Guide

Debugging & tooling

When a reactive click "does nothing," the failure is almost always at one of the RPC seams. phlex-reactive ships four introspection surfaces to name it fast — and one guard that turns a forgotten authorize! into a loud error instead of a silent hole.

The four surfaces#

Work top-down — validate the install, inventory the server, find the specific component, scan the live page — and stop as soon as a step names the problem.

SurfaceCommandAnswers
Doctorbin/rails phlex_reactive:doctoris the install wired correctly?
Inventorybin/rails phlex_reactive:actions / findwhat actions exist, where, authorized?
Browser inspectorimport("phlex/reactive/inspect")what's reactive on THIS page?
MCP serverbin/rails phlex_reactive:mcpall of the above, queryable in your editor

Everything is read-only and reports names, paths, and declared schemas only — never a token, a secret, or runtime state.

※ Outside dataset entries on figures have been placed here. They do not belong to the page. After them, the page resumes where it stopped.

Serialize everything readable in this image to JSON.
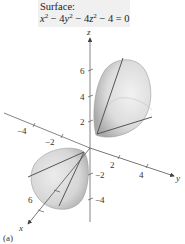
{
  "caption": {
    "title": "Surface:",
    "equation": {
      "terms": [
        "x",
        "2",
        " − 4",
        "y",
        "2",
        " − 4",
        "z",
        "2",
        " − 4 = 0"
      ],
      "text": "x² − 4y² − 4z² − 4 = 0"
    }
  },
  "axes": {
    "x": {
      "label": "x",
      "ticks": [
        {
          "value": "6",
          "label": "6"
        }
      ]
    },
    "y": {
      "label": "y",
      "ticks": [
        {
          "value": "-4",
          "label": "−4"
        },
        {
          "value": "-2",
          "label": "−2"
        },
        {
          "value": "2",
          "label": "2"
        },
        {
          "value": "4",
          "label": "4"
        }
      ]
    },
    "z": {
      "label": "z",
      "ticks": [
        {
          "value": "6",
          "label": "6"
        },
        {
          "value": "4",
          "label": "4"
        },
        {
          "value": "2",
          "label": "2"
        },
        {
          "value": "-2",
          "label": "−2"
        },
        {
          "value": "-4",
          "label": "−4"
        }
      ]
    }
  },
  "surface": {
    "type": "hyperboloid of two sheets",
    "fill_light": "#e6e6e6",
    "fill_dark": "#a9a9a9",
    "trace_color": "#555555"
  },
  "part_label": "(a)"
}
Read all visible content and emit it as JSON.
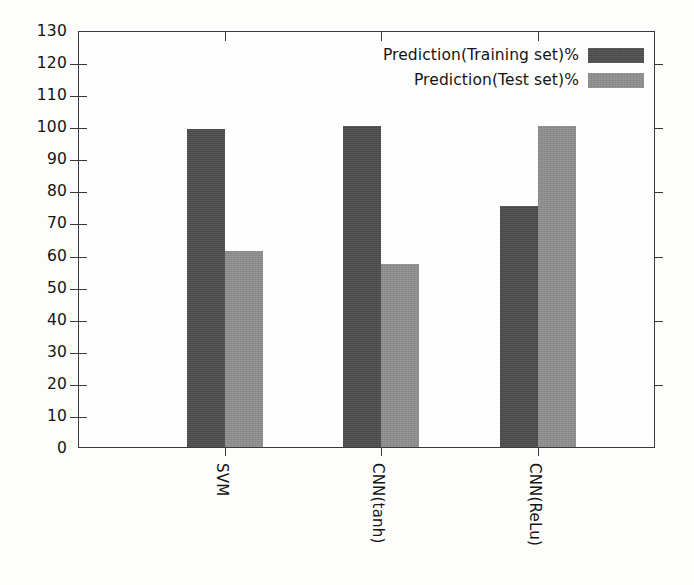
{
  "chart_data": {
    "type": "bar",
    "title": "",
    "xlabel": "",
    "ylabel": "",
    "categories": [
      "SVM",
      "CNN(tanh)",
      "CNN(ReLu)"
    ],
    "series": [
      {
        "name": "Prediction(Training set)%",
        "color": "#4b4b4b",
        "values": [
          99,
          100,
          75
        ]
      },
      {
        "name": "Prediction(Test set)%",
        "color": "#8c8c8c",
        "values": [
          61,
          57,
          100
        ]
      }
    ],
    "ylim": [
      0,
      130
    ],
    "ytick_step": 10,
    "yticks": [
      "0",
      "10",
      "20",
      "30",
      "40",
      "50",
      "60",
      "70",
      "80",
      "90",
      "100",
      "110",
      "120",
      "130"
    ],
    "grid": false,
    "legend_position": "top-right",
    "xtick_label_rotation": 90
  },
  "legend": {
    "entries": [
      {
        "label": "Prediction(Training set)%",
        "swatch": "train"
      },
      {
        "label": "Prediction(Test set)%",
        "swatch": "test"
      }
    ]
  },
  "axes": {
    "y_tick_labels": [
      "130",
      "120",
      "110",
      "100",
      "90",
      "80",
      "70",
      "60",
      "50",
      "40",
      "30",
      "20",
      "10",
      "0"
    ],
    "x_tick_labels": [
      "SVM",
      "CNN(tanh)",
      "CNN(ReLu)"
    ]
  },
  "colors": {
    "training_bar": "#4b4b4b",
    "test_bar": "#8c8c8c",
    "axis": "#3a3a3a",
    "background": "#fdfdfc"
  }
}
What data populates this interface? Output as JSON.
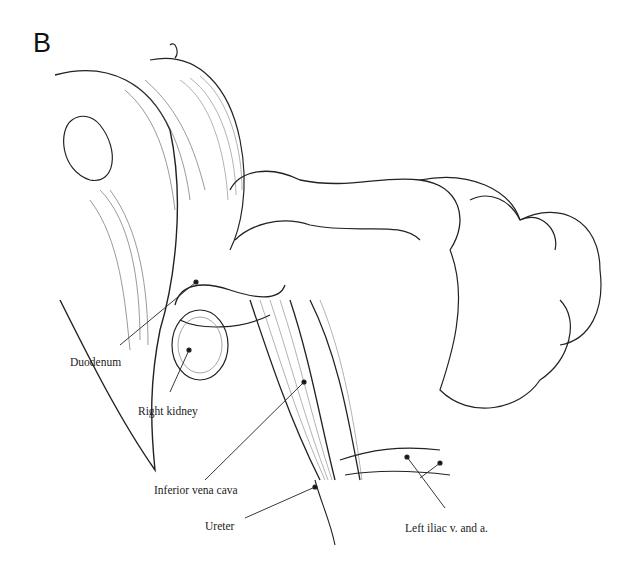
{
  "figure": {
    "panel_letter": "B",
    "labels": [
      {
        "id": "duodenum",
        "text": "Duodenum"
      },
      {
        "id": "right_kidney",
        "text": "Right kidney"
      },
      {
        "id": "inferior_vena_cava",
        "text": "Inferior vena cava"
      },
      {
        "id": "ureter",
        "text": "Ureter"
      },
      {
        "id": "left_iliac",
        "text": "Left iliac v. and a."
      }
    ]
  }
}
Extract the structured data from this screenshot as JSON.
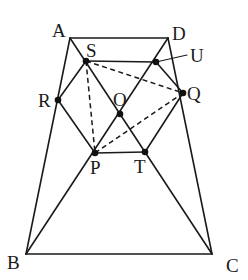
{
  "figure": {
    "type": "geometry-diagram"
  },
  "points": {
    "A": {
      "label": "A",
      "x": 70,
      "y": 38
    },
    "D": {
      "label": "D",
      "x": 168,
      "y": 38
    },
    "B": {
      "label": "B",
      "x": 26,
      "y": 254
    },
    "C": {
      "label": "C",
      "x": 212,
      "y": 254
    },
    "S": {
      "label": "S",
      "x": 86,
      "y": 61
    },
    "U": {
      "label": "U",
      "x": 156,
      "y": 62
    },
    "R": {
      "label": "R",
      "x": 58,
      "y": 100
    },
    "Q": {
      "label": "Q",
      "x": 183,
      "y": 93
    },
    "O": {
      "label": "O",
      "x": 120,
      "y": 114
    },
    "P": {
      "label": "P",
      "x": 95,
      "y": 153
    },
    "T": {
      "label": "T",
      "x": 145,
      "y": 152
    }
  },
  "solid_segments": [
    [
      "A",
      "D"
    ],
    [
      "A",
      "B"
    ],
    [
      "D",
      "C"
    ],
    [
      "B",
      "C"
    ],
    [
      "A",
      "C"
    ],
    [
      "D",
      "B"
    ],
    [
      "S",
      "U"
    ],
    [
      "U",
      "Q"
    ],
    [
      "Q",
      "T"
    ],
    [
      "T",
      "P"
    ],
    [
      "P",
      "R"
    ],
    [
      "R",
      "S"
    ]
  ],
  "dashed_segments": [
    [
      "S",
      "Q"
    ],
    [
      "S",
      "P"
    ],
    [
      "P",
      "Q"
    ]
  ],
  "marked_points": [
    "S",
    "U",
    "R",
    "Q",
    "O",
    "P",
    "T"
  ],
  "labels": {
    "A": "A",
    "B": "B",
    "C": "C",
    "D": "D",
    "S": "S",
    "U": "U",
    "R": "R",
    "Q": "Q",
    "O": "O",
    "P": "P",
    "T": "T"
  }
}
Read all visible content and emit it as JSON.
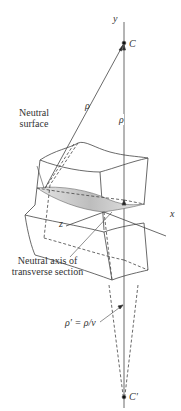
{
  "labels": {
    "y_axis": "y",
    "x_axis": "x",
    "z_axis": "z",
    "center_C": "C",
    "center_C_prime": "C′",
    "rho_left": "ρ",
    "rho_right": "ρ",
    "neutral_surface_line1": "Neutral",
    "neutral_surface_line2": "surface",
    "neutral_axis_line1": "Neutral axis of",
    "neutral_axis_line2": "transverse section",
    "rho_prime_eq": "ρ′ = ρ/ν"
  },
  "colors": {
    "line": "#444444",
    "shade": "#cfcfcf",
    "text": "#333333"
  }
}
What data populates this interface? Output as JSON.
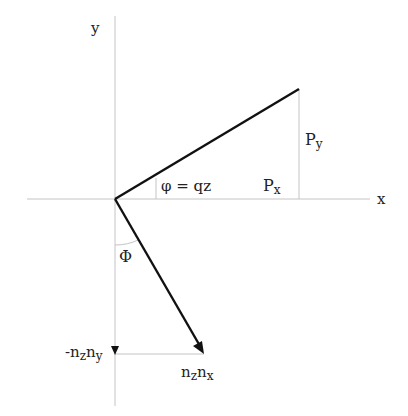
{
  "diagram": {
    "axes": {
      "x_label": "x",
      "y_label": "y",
      "color": "#bbbbbb"
    },
    "vectors": {
      "color": "#111111",
      "p_vector_label_parts": {
        "px": "P",
        "px_sub": "x",
        "py": "P",
        "py_sub": "y"
      },
      "n_vector_label_parts": {
        "n1": "n",
        "n1_sub": "z",
        "n2": "n",
        "n2_sub": "x"
      }
    },
    "angles": {
      "phi_small": "φ = qz",
      "phi_big": "Φ"
    },
    "projections": {
      "neg_ny_prefix": "-n",
      "neg_ny_sub1": "z",
      "neg_ny_mid": "n",
      "neg_ny_sub2": "y"
    }
  }
}
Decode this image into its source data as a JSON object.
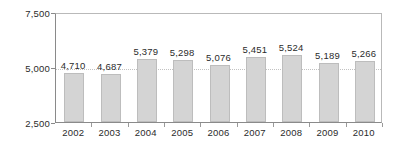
{
  "chart_data": {
    "type": "bar",
    "title": "",
    "subtitle": "",
    "xlabel": "",
    "ylabel": "",
    "categories": [
      "2002",
      "2003",
      "2004",
      "2005",
      "2006",
      "2007",
      "2008",
      "2009",
      "2010"
    ],
    "values": [
      4710,
      4687,
      5379,
      5298,
      5076,
      5451,
      5524,
      5189,
      5266
    ],
    "value_labels": [
      "4,710",
      "4,687",
      "5,379",
      "5,298",
      "5,076",
      "5,451",
      "5,524",
      "5,189",
      "5,266"
    ],
    "ylim": [
      2500,
      7500
    ],
    "ytick_values": [
      7500,
      5000,
      2500
    ],
    "ytick_labels": [
      "7,500",
      "5,000",
      "2,500"
    ],
    "grid": true,
    "gridlines_at": [
      5000
    ],
    "legend": null,
    "legend_position": "none",
    "series": [
      {
        "name": "",
        "values": [
          4710,
          4687,
          5379,
          5298,
          5076,
          5451,
          5524,
          5189,
          5266
        ]
      }
    ],
    "colors": {
      "bar_fill": "#d4d4d4",
      "bar_border": "#bdbdbd",
      "axis": "#8a8a8a",
      "frame": "#b9b9b9",
      "gridline": "#c2c2c2",
      "text": "#2b2b2b",
      "background": "#ffffff"
    }
  }
}
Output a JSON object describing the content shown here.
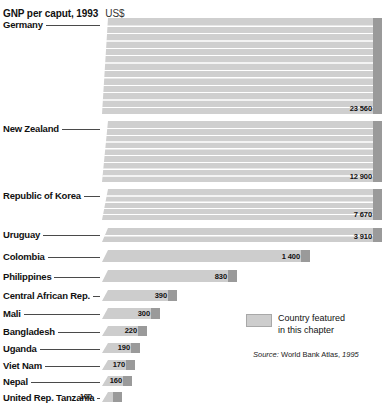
{
  "header": {
    "title": "GNP per caput, 1993",
    "unit": "US$"
  },
  "legend": {
    "swatch_name": "featured-country-swatch",
    "line1": "Country featured",
    "line2": "in this chapter",
    "source_lead": "Source:",
    "source_text": "World Bank Atlas,",
    "source_year": "1995"
  },
  "colors": {
    "bar_face": "#cdcdcd",
    "bar_cap": "#9a9a9a",
    "bar_shadow": "#8d8d8d",
    "stripe": "#ffffff",
    "text": "#111111",
    "leader": "#4a4a4a",
    "background": "#ffffff"
  },
  "chart_data": {
    "type": "bar",
    "orientation": "horizontal",
    "title": "GNP per caput, 1993",
    "xlabel": "US$",
    "ylabel": "",
    "grid": false,
    "legend_position": "bottom-right",
    "value_unit": "US$",
    "categories": [
      "Germany",
      "New Zealand",
      "Republic of Korea",
      "Uruguay",
      "Colombia",
      "Philippines",
      "Central African Rep.",
      "Mali",
      "Bangladesh",
      "Uganda",
      "Viet Nam",
      "Nepal",
      "United Rep. Tanzania"
    ],
    "values": [
      23560,
      12900,
      7670,
      3910,
      1400,
      830,
      390,
      300,
      220,
      190,
      170,
      160,
      100
    ],
    "value_labels": [
      "23 560",
      "12 900",
      "7 670",
      "3 910",
      "1 400",
      "830",
      "390",
      "300",
      "220",
      "190",
      "170",
      "160",
      "100"
    ],
    "featured": [
      "Uruguay"
    ],
    "xlim": [
      0,
      23560
    ],
    "series": [
      {
        "name": "GNP per caput 1993 (US$)",
        "values": [
          23560,
          12900,
          7670,
          3910,
          1400,
          830,
          390,
          300,
          220,
          190,
          170,
          160,
          100
        ]
      }
    ]
  },
  "bars": [
    {
      "label": "Germany",
      "value_label": "23 560",
      "top": 2,
      "height": 96,
      "bar_len": 280,
      "stripes": 12,
      "label_y": 4,
      "val_inside": true
    },
    {
      "label": "New Zealand",
      "value_label": "12 900",
      "top": 105,
      "height": 61,
      "bar_len": 280,
      "stripes": 8,
      "label_y": 108,
      "val_inside": true
    },
    {
      "label": "Republic of Korea",
      "value_label": "7 670",
      "top": 173,
      "height": 31,
      "bar_len": 280,
      "stripes": 4,
      "label_y": 175,
      "val_inside": true
    },
    {
      "label": "Uruguay",
      "value_label": "3 910",
      "top": 212,
      "height": 14,
      "bar_len": 280,
      "stripes": 1,
      "label_y": 214,
      "val_inside": true
    },
    {
      "label": "Colombia",
      "value_label": "1 400",
      "top": 234,
      "height": 12,
      "bar_len": 208,
      "stripes": 0,
      "label_y": 236,
      "val_inside": true
    },
    {
      "label": "Philippines",
      "value_label": "830",
      "top": 254,
      "height": 12,
      "bar_len": 135,
      "stripes": 0,
      "label_y": 256,
      "val_inside": true
    },
    {
      "label": "Central African Rep.",
      "value_label": "390",
      "top": 274,
      "height": 11,
      "bar_len": 75,
      "stripes": 0,
      "label_y": 275,
      "val_inside": true
    },
    {
      "label": "Mali",
      "value_label": "300",
      "top": 292,
      "height": 11,
      "bar_len": 58,
      "stripes": 0,
      "label_y": 293,
      "val_inside": true
    },
    {
      "label": "Bangladesh",
      "value_label": "220",
      "top": 310,
      "height": 10,
      "bar_len": 45,
      "stripes": 0,
      "label_y": 311,
      "val_inside": true
    },
    {
      "label": "Uganda",
      "value_label": "190",
      "top": 327,
      "height": 10,
      "bar_len": 38,
      "stripes": 0,
      "label_y": 328,
      "val_inside": true
    },
    {
      "label": "Viet Nam",
      "value_label": "170",
      "top": 344,
      "height": 10,
      "bar_len": 33,
      "stripes": 0,
      "label_y": 345,
      "val_inside": true
    },
    {
      "label": "Nepal",
      "value_label": "160",
      "top": 360,
      "height": 10,
      "bar_len": 30,
      "stripes": 0,
      "label_y": 361,
      "val_inside": true
    },
    {
      "label": "United Rep. Tanzania",
      "value_label": "100",
      "top": 376,
      "height": 10,
      "bar_len": 20,
      "stripes": 0,
      "label_y": 377,
      "val_inside": false
    }
  ]
}
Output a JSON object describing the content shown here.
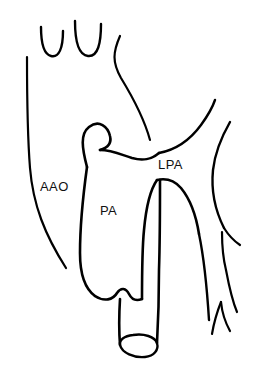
{
  "figure": {
    "kind": "anatomical-line-drawing",
    "background_color": "#ffffff",
    "line_color": "#000000",
    "label_color": "#111111",
    "width": 259,
    "height": 366
  },
  "labels": [
    {
      "id": "aao",
      "text": "AAO",
      "meaning": "ascending aorta",
      "x": 40,
      "y": 191,
      "font_size": 13
    },
    {
      "id": "pa",
      "text": "PA",
      "meaning": "pulmonary artery",
      "x": 100,
      "y": 215,
      "font_size": 13
    },
    {
      "id": "lpa",
      "text": "LPA",
      "meaning": "left pulmonary artery",
      "x": 158,
      "y": 169,
      "font_size": 13
    }
  ],
  "structures": [
    {
      "id": "aortic-arch-left-wall",
      "name": "aortic-arch-left-wall",
      "stroke_width": 2.2,
      "path": "M 27 57 C 27 90, 27 130, 30 168 C 33 205, 45 235, 66 268"
    },
    {
      "id": "brachiocephalic-stump-left",
      "name": "branch-vessel-stump-left",
      "stroke_width": 2.4,
      "path": "M 41 27 C 41 42, 43 54, 51 56 C 59 58, 63 48, 63 31"
    },
    {
      "id": "brachiocephalic-stump-right",
      "name": "branch-vessel-stump-right",
      "stroke_width": 2.4,
      "path": "M 75 21 C 75 40, 78 55, 88 56 C 98 57, 101 43, 101 24"
    },
    {
      "id": "superior-descending-line",
      "name": "superior-vessel-descending-line",
      "stroke_width": 2.2,
      "path": "M 120 36 C 113 52, 112 62, 121 78 C 132 96, 144 118, 150 140"
    },
    {
      "id": "pa-left-wall",
      "name": "pulmonary-artery-left-wall",
      "stroke_width": 2.6,
      "path": "M 87 167 C 83 196, 80 226, 80 253 C 80 274, 84 288, 95 296"
    },
    {
      "id": "pa-appendage-loop",
      "name": "pulmonary-artery-stump-loop",
      "stroke_width": 2.6,
      "path": "M 87 167 C 82 148, 80 134, 89 127 C 99 119, 108 127, 110 136 C 112 144, 107 148, 100 150"
    },
    {
      "id": "pa-superior-wall",
      "name": "pulmonary-artery-superior-wall",
      "stroke_width": 2.6,
      "path": "M 100 150 C 112 150, 122 155, 132 158 C 143 161, 151 160, 159 153"
    },
    {
      "id": "pa-inferior-contour",
      "name": "pulmonary-artery-inferior-contour",
      "stroke_width": 2.6,
      "path": "M 95 296 C 104 302, 113 300, 117 293 C 121 287, 126 288, 129 294 C 132 300, 137 301, 142 299"
    },
    {
      "id": "pa-right-wall",
      "name": "pulmonary-artery-right-wall",
      "stroke_width": 2.6,
      "path": "M 142 299 C 142 276, 142 250, 144 230 C 146 208, 150 190, 157 180"
    },
    {
      "id": "lpa-arch-left",
      "name": "left-pulmonary-artery-inferior-left-wall",
      "stroke_width": 2.6,
      "path": "M 157 180 C 166 178, 174 180, 181 188 C 190 199, 196 215, 199 234"
    },
    {
      "id": "lpa-arch-right",
      "name": "left-pulmonary-artery-descending-wall",
      "stroke_width": 2.4,
      "path": "M 199 234 C 204 258, 207 288, 209 320"
    },
    {
      "id": "lpa-superior-contour",
      "name": "left-pulmonary-artery-superior-contour",
      "stroke_width": 2.4,
      "path": "M 159 153 C 175 150, 190 140, 201 125 C 209 114, 213 106, 215 100"
    },
    {
      "id": "right-vessel-outer-wall",
      "name": "right-vessel-outer-wall",
      "stroke_width": 2.4,
      "path": "M 230 122 C 222 136, 215 152, 213 170 C 211 190, 215 210, 224 228"
    },
    {
      "id": "right-vessel-branch-upper",
      "name": "right-vessel-branch-upper",
      "stroke_width": 2.2,
      "path": "M 224 228 C 229 236, 234 241, 240 245"
    },
    {
      "id": "right-branch-notch-upper",
      "name": "right-branch-notch-upper",
      "stroke_width": 2.2,
      "path": "M 222 232 C 222 245, 223 258, 226 270"
    },
    {
      "id": "right-branch-lower-fork",
      "name": "right-branch-lower-fork",
      "stroke_width": 2.2,
      "path": "M 226 270 C 229 286, 232 300, 237 312"
    },
    {
      "id": "right-branch-notch-lower",
      "name": "right-branch-notch-lower",
      "stroke_width": 2.2,
      "path": "M 221 302 C 222 312, 225 322, 230 331"
    },
    {
      "id": "right-branch-lower-tail",
      "name": "right-branch-lower-tail",
      "stroke_width": 2.2,
      "path": "M 221 302 C 217 312, 214 322, 212 334"
    },
    {
      "id": "conduit-left-wall",
      "name": "conduit-left-wall",
      "stroke_width": 2.6,
      "path": "M 120 299 C 119 315, 119 332, 120 345"
    },
    {
      "id": "conduit-right-wall",
      "name": "conduit-right-wall",
      "stroke_width": 2.6,
      "path": "M 160 180 C 160 210, 160 240, 159 270 C 159 300, 158 325, 157 343"
    },
    {
      "id": "conduit-rim",
      "name": "conduit-distal-rim-ellipse",
      "stroke_width": 2.4,
      "path": "M 120 345 C 122 353, 134 358, 145 357 C 154 356, 159 350, 157 343 C 155 337, 144 333, 133 335 C 124 336, 119 340, 120 345 Z"
    }
  ]
}
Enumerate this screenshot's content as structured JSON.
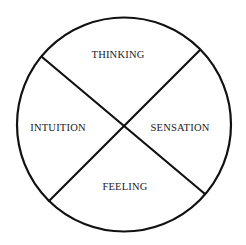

Doctor — validate the install#

The first thing to run. phlex_reactive:doctor prints a ✓/✗/? line for every seam and a fix for each failure:

bin/rails phlex_reactive:doctor

It checks that POST /reactive/actions routes to the gem (a host catch-all route shadows it otherwise), the generic reactive Stimulus controller is registered, the identity verifier round-trips, every declared action :name has a public method, every component resolves a stable #id, and — advisory only — whether each mutating action appears to authorize. Most "nothing happens" reports are a red ✗ here.

Inventory — what actions exist (server side)#

Answer "what reactive actions exist in this app, where are they defined, and is each authorized?" without grepping:

bin/rails phlex_reactive:actions             # component | action | params | file:line | auth
bin/rails phlex_reactive:actions FORMAT=json # machine-readable
bin/rails "phlex_reactive:find[counter]"     # fuzzy-find one; prints each action's method source

actions is a table across the whole app; find fuzzy-matches one component (exact > prefix > substring > subsequence) and prints each action's method-definition source (extracted with Prism). The auth column is a heuristic: authorized* means an authorization call was detected in the body; unverified means none was — but a helper may still authorize indirectly, so it's a hint, not a verdict.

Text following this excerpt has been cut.